A mobile money service that will allow mostly rural woman in Nigeria to transfer money to each other launches today using an innovative new financial system called Stellar.
Stellar.org is a nonprofit foundation that supports a universal financial platform, and the startup has been a part of the Fast Forward accelerator, which is funded in part by Google GOOGL +1.43%.org and BlackRock BLK -0.64%. It is teaming up with fintech service provider Oradian, which already provides core-banking software for local financial organizations in West Africa. This project is aimed at 300,000 potential users — of which over 90% are women — and will service 200 branches.
Until now, if you wanted to send money to Nigerian rural areas it often involved cash being entrusted to a bus driver or someone else travelling from one place to another.
“Oradian is launching a money transfer network in rural Nigeria that will connect microfinance institutes (MFIs) in underserved areas,” says Joyce Kim, Stellar.org’s executive director. “The goal of this integration is to provide affordable financial services to communities where it is extremely difficult to send money and enable these disconnected communities to participate in the economy.”
“The rural focus is incredibly important,” the live-wire Kim told me. “Over half of Nigeria’s population lives in rural communities, yet they are drastically underserved when compared to their urban peers.

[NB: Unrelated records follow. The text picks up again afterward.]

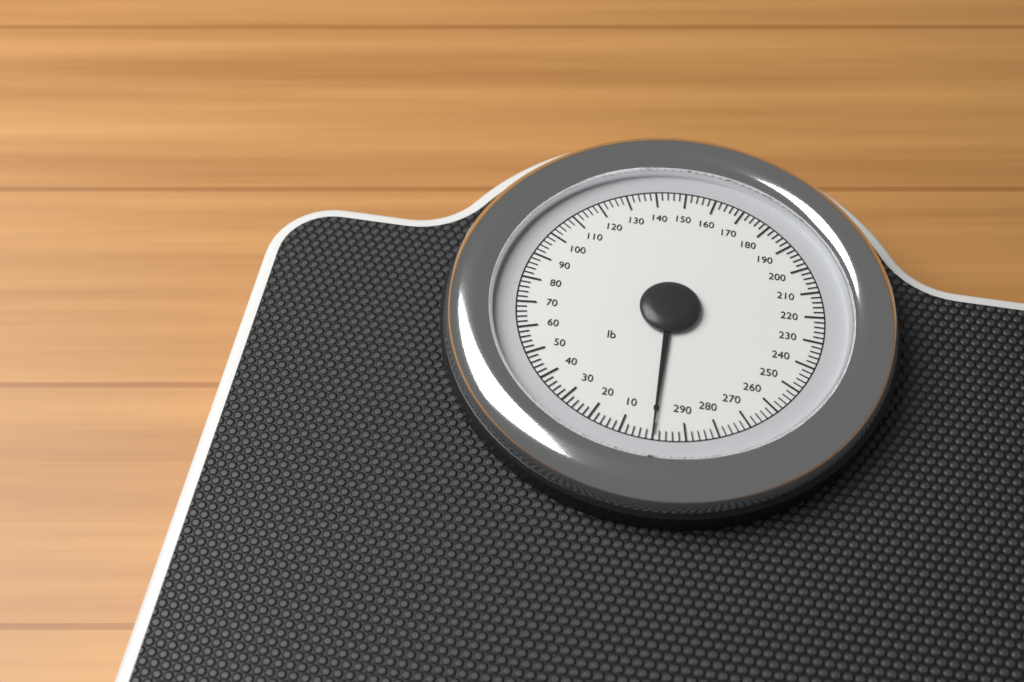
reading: 0 lb
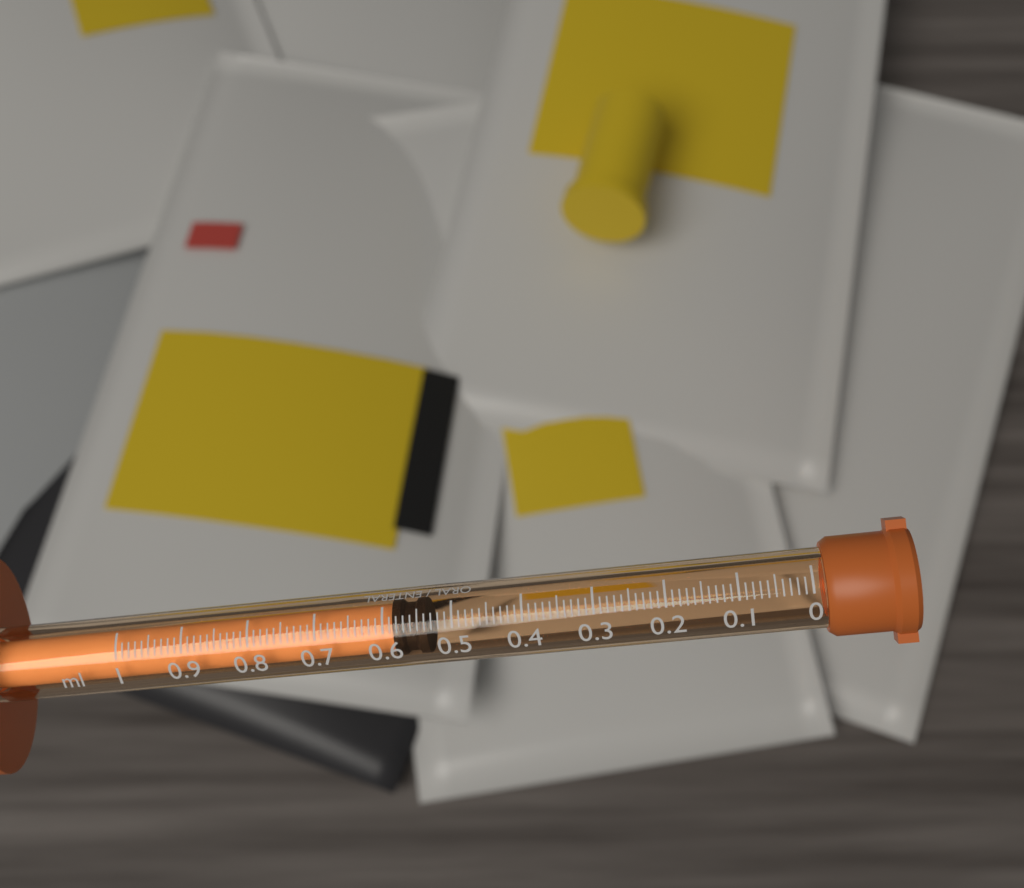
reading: 0.54 ml
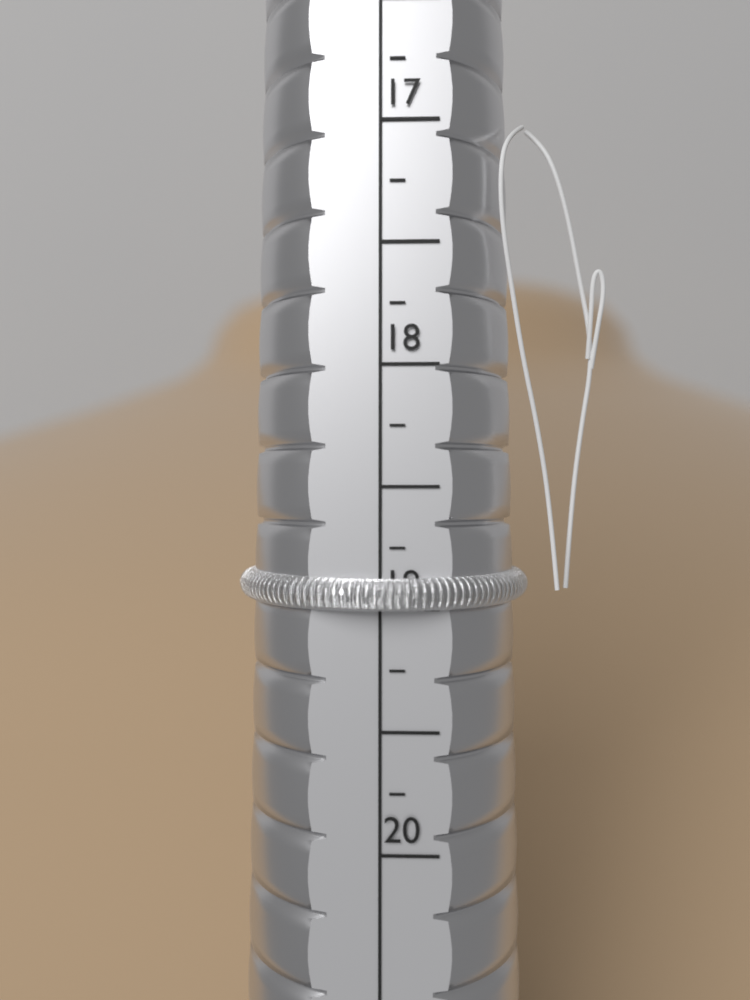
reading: 19.00 (no unit)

Doesn’t everyone deserve to fully participate in the economy around them and to have financial access? Hopefully, this project will help bring an equal level of access to communities that have been traditionally hard to reach because of the cost of infrastructure development.”
Most of Nigeria’s 150m people do not have a bank account or are underbanked, which makes transferring “notoriously difficult and particularly punishing for the poor,” she says.
“Oradian’s innovative core-banking platform, Instafin, is used by microfinance institutions all over Nigeria. By integrating the Stellar network, Oradian will enable two things. First, MFIs will be able to transfer money between their branches seamlessly. Second, MFI customers who are mainly based in rural areas will be able to send money to other MFI customers in distant villages or cities, in real time, by simply visiting their local MFI.”